Powys patients face longer waits for English treatment
- Published
Patients from Powys may have to wait longer for operations in English hospitals under plans to save money.
Many patients need treatment across the border because the county does not have a large hospital.
But they could have to wait at least 32 weeks under plans by Powys Teaching Health Board to save £2m this financial year.
According to Welsh government targets, only 5% of patients should spend more than 26 weeks on a waiting list.
The Welsh government said it expects everyone to be seen within its targets, which require 95% of patients to be treated within 26 weeks and for all patients to be treated within 36 weeks.
Powys Teaching Health Board said it will comply with the maximum 36 week "backstop" for non-urgent cases.
'Significant cost'
But it has written to a neighbouring NHS trust in England to say it will only pay for treatment carried out in a 32 to 36 week "window".
Powys's finance director told a board meeting in September that while there was a commitment to the 36-week limit, the board would be "utilising flexibility".
The move could save the board £2m in this financial year, according to minutes of the meeting, external.
In a letter to an NHS trust in Shropshire, seen by BBC Wales, Powys finance director Rebecca Richards says the board has decided to "extend the referral to treatment time (RTT) for its residents from 26 weeks to a maximum of 36 weeks, noting that no patients wait longer".
The letter to the Robert Jones and Agnes Hunt Orthopaedic Hospital NHS Foundation Trust in Oswestry adds: "What this means in practice is that we will allow a four-week window within which we expect patients to be treated and therefore RTT completions before 32 weeks and post 36 weeks will not be funded."
Shopshire trust chief executive Wendy Farrington-Chadd confirmed it had been informed to "increase the waiting times for Powys patients from 26 to 36 weeks for the remainder of the financial year".
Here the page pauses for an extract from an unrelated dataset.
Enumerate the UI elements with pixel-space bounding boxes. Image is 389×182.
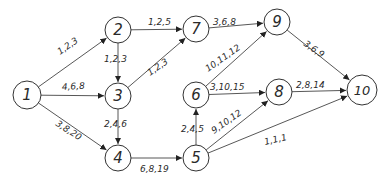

She said the trust was working with Powys health boards and any urgent cases will continue to be prioritised.
In a statement, the health board said: "Powys Teaching Health Board is currently performing at above 98% against the 95% target for 26 weeks, however this level of performance is achieved at a significant cost.
"Within this context, a degree of slippage can be tolerated and the health board has taken steps to utilise the flexibility within the 95% target whilst still meeting it."
The Conservative AM for Montgomeryshire, Russell George, called on Health Minister Lesley Griffiths to intervene.
"I have had constituents coming to my office in tears, because effectively they have been told they are going have to wait a further 10 weeks, and remain in that discomfort and pain over that period," he said.
"The issue we have got is that we have a hospital in England treating English patients in 18 weeks, but cannot treat Welsh patients before 32 weeks.
"I think it is appalling."
A Welsh government spokesman said: "Officials have spoken with Powys Health Board and received assurances that there is no intention to move away from this policy and any providers within England that have received letters will be contacted to make this situation absolutely clear."